When you do not follow a company’s guiding principles, you don’t get promoted. If you don’t follow the company’s core values, you will be fired.

Introduce Core Values

Have a company meeting where you introduce your core values. This meeting should be upbeat and positive. Let everyone know how you came up with your core values. Let them know what they mean to you personally and why they are important to your company.

Be sure to emphasize the fact that your core values are mandatory and that breaking them can get you fired. I recommend that you post your core values on the wall where everyone will see them throughout the day.

Using Your Core Values

If your core values are deeply personal, this part will be easy and intuitive. Be sure to reference them often so that your staff knows they are not just a fad. The idea is to demonstrate how you use your core values to make decisions on a regular basis.

Reference your core values when you are interviewing people. See if their core values line up with yours.

Reference your core values when reprimanding people. By contrast, reference your guiding principles when coaching and mentoring people.

A Double-Edged Sword

The problem with core values is that you must also abide by them to the very best of your ability. Your employees will be watching you and they will notice when you don’t.

You cannot value honesty and cheat on your taxes. You cannot value commitment and break a promise. You cannot preach kindness and not be polite to everyone.

That’s the hard part for core values — you must follow them. You might have a top performing employee who does not adhere to a core value. After a suitable warning, you must fire that employee because it is obviously not a core value.

You will need to remove that core value from your list and consider adding it to your list of guiding principles.

I have been in this double-edged sword quandary. I have had to fire long term employees, even friends, over a core value violation.

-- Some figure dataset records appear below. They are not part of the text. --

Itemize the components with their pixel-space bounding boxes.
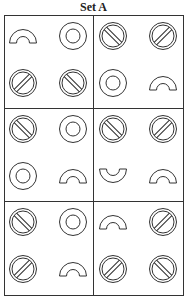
shape-grid (4, 15, 184, 296)
arch-icon (148, 161, 178, 191)
ring-icon (58, 21, 88, 51)
ring-icon (58, 114, 88, 144)
no-sign-backslash-icon (98, 114, 128, 144)
cup-icon (98, 161, 128, 191)
no-sign-backslash-icon (148, 254, 178, 284)
horizontal-divider-2 (5, 201, 183, 202)
no-sign-backslash-icon (98, 21, 128, 51)
arch-icon (98, 207, 128, 237)
ring-icon (8, 161, 38, 191)
arch-icon (58, 254, 88, 284)
no-sign-slash-icon (98, 254, 128, 284)
no-sign-slash-icon (148, 114, 178, 144)
vertical-divider (93, 16, 94, 295)
no-sign-backslash-icon (58, 68, 88, 98)
ring-icon (98, 68, 128, 98)
no-sign-slash-icon (148, 207, 178, 237)
ring-icon (58, 207, 88, 237)
no-sign-slash-icon (8, 68, 38, 98)
no-sign-backslash-icon (8, 207, 38, 237)
arch-icon (8, 21, 38, 51)
horizontal-divider-1 (5, 108, 183, 109)
arch-icon (148, 68, 178, 98)
no-sign-backslash-icon (8, 114, 38, 144)
no-sign-slash-icon (148, 21, 178, 51)
arch-icon (58, 161, 88, 191)
no-sign-slash-icon (8, 254, 38, 284)
set-title: Set A (0, 0, 187, 14)
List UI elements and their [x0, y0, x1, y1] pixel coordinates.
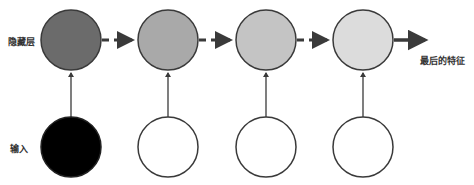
input-node-4 — [333, 117, 393, 177]
input-node-2 — [138, 117, 198, 177]
hidden-node-4 — [333, 10, 393, 70]
input-node-1 — [41, 117, 101, 177]
hidden-node-3 — [236, 10, 296, 70]
input-node-3 — [236, 117, 296, 177]
final-feature-label: 最后的特征 — [420, 54, 465, 67]
input-to-hidden-arrows — [71, 73, 363, 117]
hidden-layer-label: 隐藏层 — [8, 35, 35, 48]
hidden-node-1 — [41, 10, 101, 70]
input-nodes — [41, 117, 393, 177]
input-label: 输入 — [10, 142, 28, 155]
rnn-unrolled-diagram — [0, 0, 474, 185]
hidden-node-2 — [138, 10, 198, 70]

That was difficult, but having great core values and not following them is much worse than having no core values at all.

Leadership is one of the most important components of a contracting business, setting the tone and culture of an entire organization from the top down.

Editor’s Note: To learn more about developing effective leadership skills, visit EGIA.org/HVACR-Leadership and download a free training package complete with online classes, core value development worksheet, industry research and much more.